Real picture lovers, but poor like me, went into the gallery. Others, who simply wanted to snog in the dark, went into the stalls. Looking down into it, it seemed that nearly all the seats were empty, as indeed they were, for the snoggers preferred the walls round the stalls. The floors from the gallery to the stalls were knee-deep in orange peel and pea-nut shells.

To keep Pearl White’s image before the public the P.R.O. [?] composed a song about her. It went

My Little Pearl of the Army,
Pearl of my heart so true.
You’re the queen of the picture screen
And the pride of the whole world too.
Whilst the band plays Yankee Doodle
Rule Britannia too
There’s many a lad, who to die would be glad
For a Pearl of a girl like you …

… Apart from reading and swimming, another joy was the cinema. It was becoming very popular indeed and there was a children’s matinee every Saturday afternoon. Admission was one penny and since mother had no objection because of the Sabbath, I went regularly. I used to arrive almost before anyone else, queuing up impatiently at the box-office, and as the crowd of children grew, so did the yells demanding that it opened, which at last it did, dead on two o’clock. Chaplin was always shown since he was the favourite, and I remember falling off my seat, helpless with laughter at “Champion Charlie”. Then there was Douglas Fairbanks, whose athletic exploits I tried to emulate. Once after he had escaped from his enemies by jumping down a cliff by a series of ledges, I tried to do the same thing on our pitiful crumbling cliffs, but when I jumped onto the first ledge it crumbled under me and I hobbled home on a badly sprained ankle.

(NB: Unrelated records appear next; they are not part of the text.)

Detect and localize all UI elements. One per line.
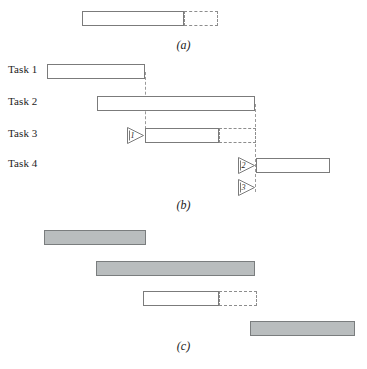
bar-c-3-actual[interactable] [143,291,219,306]
bar-c-3-float[interactable] [219,291,257,306]
caption-c: (c) [0,339,367,354]
panel-c: (c) [0,0,367,369]
bar-c-2[interactable] [96,261,255,276]
figure-canvas: (a)Task 1Task 2Task 3Task 4123(b)(c) [0,0,367,369]
bar-c-4[interactable] [250,321,355,336]
bar-c-1[interactable] [44,230,146,245]
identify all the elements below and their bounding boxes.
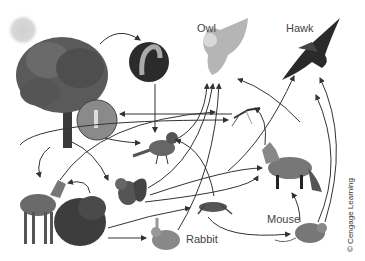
rabbit-label: Rabbit [186, 233, 218, 245]
blue-jay-icon [133, 132, 178, 164]
owl-label: Owl [197, 22, 216, 34]
shrub-icon [54, 196, 106, 246]
rabbit-icon [151, 218, 180, 250]
mouse-icon [275, 223, 327, 243]
squirrel-icon [115, 178, 147, 205]
sun-icon [7, 14, 39, 46]
caterpillar-closeup-icon [129, 42, 169, 82]
mouse-label: Mouse [267, 213, 300, 225]
grasshopper-icon [198, 202, 232, 214]
mosquito-icon [232, 108, 260, 126]
food-web-diagram [0, 0, 365, 261]
insect-closeup-icon [77, 100, 117, 140]
fox-icon [262, 142, 322, 192]
copyright-credit: © Cengage Learning [346, 178, 355, 252]
hawk-label: Hawk [286, 22, 314, 34]
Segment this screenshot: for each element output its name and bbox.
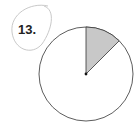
center-point: [85, 73, 88, 76]
problem-number: 13.: [18, 22, 36, 37]
problem-figure: 13.: [0, 0, 140, 124]
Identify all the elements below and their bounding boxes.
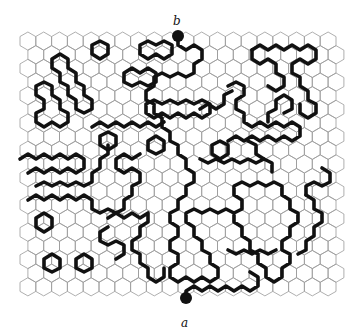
bold-loop-path xyxy=(100,227,124,259)
endpoint-label-a: a xyxy=(181,316,188,330)
bold-loop-path xyxy=(140,41,172,59)
hex-grid xyxy=(20,32,344,296)
endpoint-dot-b xyxy=(172,30,184,42)
hex-cells xyxy=(20,32,344,296)
bold-loop-path xyxy=(92,41,108,59)
bold-loop-path xyxy=(76,254,92,272)
bold-loop-path xyxy=(108,213,164,282)
loop-paths xyxy=(20,36,330,298)
bold-loop-path xyxy=(20,154,84,173)
bold-loop-path xyxy=(248,141,264,159)
bold-loop-path xyxy=(186,272,258,298)
bold-loop-path xyxy=(92,122,164,127)
endpoint-dot-a xyxy=(180,292,192,304)
hex-lattice-diagram: b a xyxy=(0,0,362,334)
endpoint-label-b: b xyxy=(173,14,181,28)
bold-loop-path xyxy=(36,145,108,186)
lattice-svg xyxy=(0,0,362,334)
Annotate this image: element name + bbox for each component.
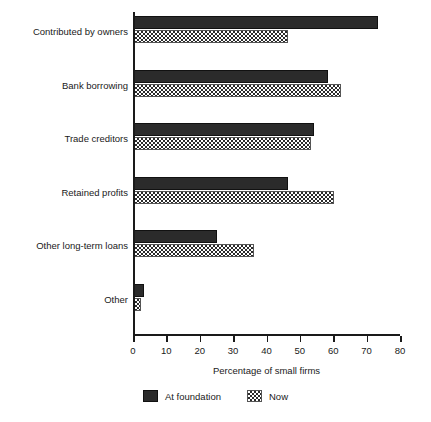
- bar-now: [134, 137, 311, 150]
- legend-label-now: Now: [269, 391, 288, 402]
- category-row: Contributed by owners: [0, 14, 431, 64]
- x-tick: [300, 336, 302, 342]
- bar-at-foundation: [134, 123, 314, 136]
- category-row: Retained profits: [0, 175, 431, 225]
- legend-item-now: Now: [247, 390, 288, 402]
- bar-at-foundation: [134, 70, 328, 83]
- bar-at-foundation: [134, 284, 144, 297]
- x-tick: [267, 336, 269, 342]
- category-row: Other: [0, 282, 431, 332]
- x-tick-label: 60: [328, 345, 339, 356]
- bar-at-foundation: [134, 230, 217, 243]
- category-label: Bank borrowing: [62, 80, 128, 92]
- bar-now: [134, 191, 334, 204]
- x-tick: [400, 336, 402, 342]
- legend-item-at-foundation: At foundation: [143, 390, 221, 402]
- x-tick: [333, 336, 335, 342]
- y-axis-line: [133, 12, 135, 334]
- category-label: Trade creditors: [64, 133, 128, 145]
- x-tick-label: 70: [361, 345, 372, 356]
- legend-label-at-foundation: At foundation: [165, 391, 221, 402]
- x-tick-label: 0: [130, 345, 135, 356]
- bar-now: [134, 30, 288, 43]
- category-label: Retained profits: [61, 187, 128, 199]
- category-label: Other long-term loans: [36, 240, 128, 252]
- x-tick-label: 50: [295, 345, 306, 356]
- bar-at-foundation: [134, 177, 288, 190]
- solid-black-swatch-icon: [143, 390, 158, 402]
- category-label: Other: [104, 294, 128, 306]
- bar-at-foundation: [134, 16, 378, 29]
- category-row: Other long-term loans: [0, 228, 431, 278]
- x-tick: [200, 336, 202, 342]
- chart-legend: At foundation Now: [0, 390, 431, 402]
- bar-now: [134, 84, 341, 97]
- checkered-swatch-icon: [247, 390, 262, 402]
- x-tick: [133, 336, 135, 342]
- x-tick-label: 10: [161, 345, 172, 356]
- category-label: Contributed by owners: [33, 26, 128, 38]
- x-tick-label: 40: [261, 345, 272, 356]
- x-tick-label: 80: [395, 345, 406, 356]
- category-row: Trade creditors: [0, 121, 431, 171]
- bar-chart: Contributed by ownersBank borrowingTrade…: [0, 0, 431, 422]
- bar-now: [134, 244, 254, 257]
- x-axis-title: Percentage of small firms: [133, 365, 400, 376]
- x-tick-label: 30: [228, 345, 239, 356]
- x-tick-label: 20: [194, 345, 205, 356]
- x-tick: [233, 336, 235, 342]
- category-row: Bank borrowing: [0, 68, 431, 118]
- bar-now: [134, 298, 141, 311]
- x-tick: [166, 336, 168, 342]
- x-tick: [367, 336, 369, 342]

Comment: Hymie Fagan was born in Stepney, 1903 of a Jewish working class family. This is two extracts from his unpublished autobiography, the manuscript for which is held by Brunel University Library. The first section describes the pre-WWI period, second covers the war years.

Rosedale Theater, 1938

Source: L.E. Sissman, ‘Rosedale Theater, 1938’, in Peter Davison (ed.), Hello, Darkness: The Collected Poems of L. E. Sissman (Boston, Mass.: Little, Brown, 1978)

Text: Feet on the parapet of the balcony,
We cup free sacks of penny candy, gum,
And unshelled peanuts, all included in
Our dime admission to the Saturday
Kids’ matinée, and see the Bounty heave
And creak in every block and halyard. Waves
Of raw sensation break upon each white
Face that reflects the action, and our ears
Eavesdrop upon the commerce of a more
Real world than ours. The first big feature ends;
We trade reactions and gumballs with friends
Above the marching feet of Movietone,
Which now give way to a twin-engine plane
That lands as we half watch, and Chamberlain
Steps out, in his teeth, Homburg, and mustache,
A figure of some fun. We laugh and miss
His little speech. After the Michigan-
Ohio game, Buck Rogers will come on.

Comment: Louis Edward Sissman (1928-1976) was an American poet. Five of his cinema-related poems are published in Philip French and Ken Wlaschin’s The Faber Book of Movie Verse. Bounty refers to Mutiny on the Bounty (USA 1935). Movietone is the Fox Movietone newsreel, with the reference being to the celebrated film showing British prime minister Neville Chamberlain at Heston aerodrome telling reporters about his discussions with Hitler and waving a piece of paper with a signed agreement “symbolic of the desire of our two peoples never to go to war with one another again”. The Buck Rogers serial was produced in 1939.